Fer he swells to beat the nation while yore cinchin’ up the slack,
And he keeps a elevation in your saddle at the back.

He starts rairin’ and a jumpin’ and he strikes when you git near.
But you cuss him and you thump him till you git him by the ear.
Then your right hand grabs the saddle and you ketch a stirrup too,
And you aim to light astraddle like a wholly buckaroo.

But he drops his head and switches and he gives a back’ards jump.
Out of reach your stirrup twitches and your right spur grabs his rump.
And, “Stay with him!” shouts some feller. But you know it’s hope forlorn.
And you feel a streak of yeller as you choke the saddle horn.

Then you feel one rein droppin’ and you know he’s got his head,
And your shirt tail’s out and floppin’ and the saddle pulls like lead.
Then it ain’t no use a tryin’ for your spurs begin to slip
Now you’re upside down and flyin’ and horn tears from your grip.

Then you get a vague sensation as upon the ground you roll,
Like a vi’lent separation twixt your body and your soul.
And you land again a hummick where you lay and gap fer breath,
And there’s sumpthin’ grips your stummick like the awful clutch of death.

Yes the landscape round you totters when at last you try to stand,
And you’re shaky on your trotters and your mouth is full of sand.
They all swear you beat a circus or a hoochy koochy dance,
Moppin’ up the canon’s surface with the busom of your pants.

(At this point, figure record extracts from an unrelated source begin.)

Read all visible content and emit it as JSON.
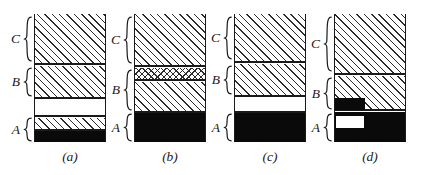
{
  "figure": {
    "width": 432,
    "height": 175,
    "background": "#ffffff",
    "ink": "#1a1a1a",
    "fill_black": "#0a0a0a"
  },
  "tier_labels": {
    "c": "C",
    "b": "B",
    "a": "A"
  },
  "panels": [
    {
      "id": "panel-a",
      "caption": "(a)",
      "column": {
        "left": 34,
        "width": 72
      },
      "caption_center": 70,
      "bands": [
        {
          "name": "band-c-hatch",
          "fill": "hatch",
          "top": 0,
          "height": 50
        },
        {
          "name": "band-b-hatch",
          "fill": "hatch",
          "top": 52,
          "height": 32
        },
        {
          "name": "band-gap-blank",
          "fill": "blank",
          "top": 86,
          "height": 16
        },
        {
          "name": "band-a-hatch",
          "fill": "hatch",
          "top": 104,
          "height": 12
        },
        {
          "name": "band-a-solid",
          "fill": "solid",
          "top": 116,
          "height": 12
        }
      ],
      "rules": [
        50,
        84,
        102,
        116
      ],
      "insets": [],
      "braces": [
        {
          "name": "brace-c",
          "tier": "C",
          "top": 2,
          "height": 46
        },
        {
          "name": "brace-b",
          "tier": "B",
          "top": 53,
          "height": 30
        },
        {
          "name": "brace-a",
          "tier": "A",
          "top": 103,
          "height": 25
        }
      ]
    },
    {
      "id": "panel-b",
      "caption": "(b)",
      "column": {
        "left": 134,
        "width": 72
      },
      "caption_center": 170,
      "bands": [
        {
          "name": "band-c-hatch",
          "fill": "hatch",
          "top": 0,
          "height": 52
        },
        {
          "name": "band-crosshatch",
          "fill": "crosshatch",
          "top": 54,
          "height": 12
        },
        {
          "name": "band-b-hatch",
          "fill": "hatch",
          "top": 68,
          "height": 30
        },
        {
          "name": "band-a-solid",
          "fill": "solid",
          "top": 98,
          "height": 30
        }
      ],
      "rules": [
        52,
        66,
        98
      ],
      "insets": [],
      "braces": [
        {
          "name": "brace-c",
          "tier": "C",
          "top": 2,
          "height": 48
        },
        {
          "name": "brace-b",
          "tier": "B",
          "top": 55,
          "height": 42
        },
        {
          "name": "brace-a",
          "tier": "A",
          "top": 99,
          "height": 29
        }
      ]
    },
    {
      "id": "panel-c",
      "caption": "(c)",
      "column": {
        "left": 234,
        "width": 72
      },
      "caption_center": 270,
      "bands": [
        {
          "name": "band-c-hatch",
          "fill": "hatch",
          "top": 0,
          "height": 48
        },
        {
          "name": "band-b-hatch",
          "fill": "hatch",
          "top": 50,
          "height": 32
        },
        {
          "name": "band-gap-blank",
          "fill": "blank",
          "top": 84,
          "height": 14
        },
        {
          "name": "band-a-solid",
          "fill": "solid",
          "top": 98,
          "height": 30
        }
      ],
      "rules": [
        48,
        82,
        98
      ],
      "insets": [],
      "braces": [
        {
          "name": "brace-c",
          "tier": "C",
          "top": 2,
          "height": 44
        },
        {
          "name": "brace-b",
          "tier": "B",
          "top": 51,
          "height": 30
        },
        {
          "name": "brace-a",
          "tier": "A",
          "top": 99,
          "height": 29
        }
      ]
    },
    {
      "id": "panel-d",
      "caption": "(d)",
      "column": {
        "left": 334,
        "width": 72
      },
      "caption_center": 370,
      "bands": [
        {
          "name": "band-c-hatch",
          "fill": "hatch",
          "top": 0,
          "height": 60
        },
        {
          "name": "band-b-hatch",
          "fill": "hatch",
          "top": 62,
          "height": 34
        },
        {
          "name": "band-a-solid",
          "fill": "solid",
          "top": 98,
          "height": 30
        }
      ],
      "rules": [
        60,
        96
      ],
      "insets": [
        {
          "name": "inset-black-block-b",
          "style": "black",
          "left": 0,
          "top": 84,
          "width": 30,
          "height": 12
        },
        {
          "name": "inset-white-block-a",
          "style": "white",
          "left": 0,
          "top": 101,
          "width": 30,
          "height": 14
        }
      ],
      "braces": [
        {
          "name": "brace-c",
          "tier": "C",
          "top": 2,
          "height": 56
        },
        {
          "name": "brace-b",
          "tier": "B",
          "top": 63,
          "height": 33
        },
        {
          "name": "brace-a",
          "tier": "A",
          "top": 99,
          "height": 29
        }
      ]
    }
  ]
}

There’s fellers gives perscriptions how them bronchos should be rode.
But there’s few that gives descriptions of the times when they got throwed.

 

Bruce Kiskaddon (1878–1950) worked for ten years as a cowboy, starting in 1898 in southeastern Colorado’s Picketwire area. He published short stories and nearly 500 poems. His poems are among the most admired and the most recited classic poems.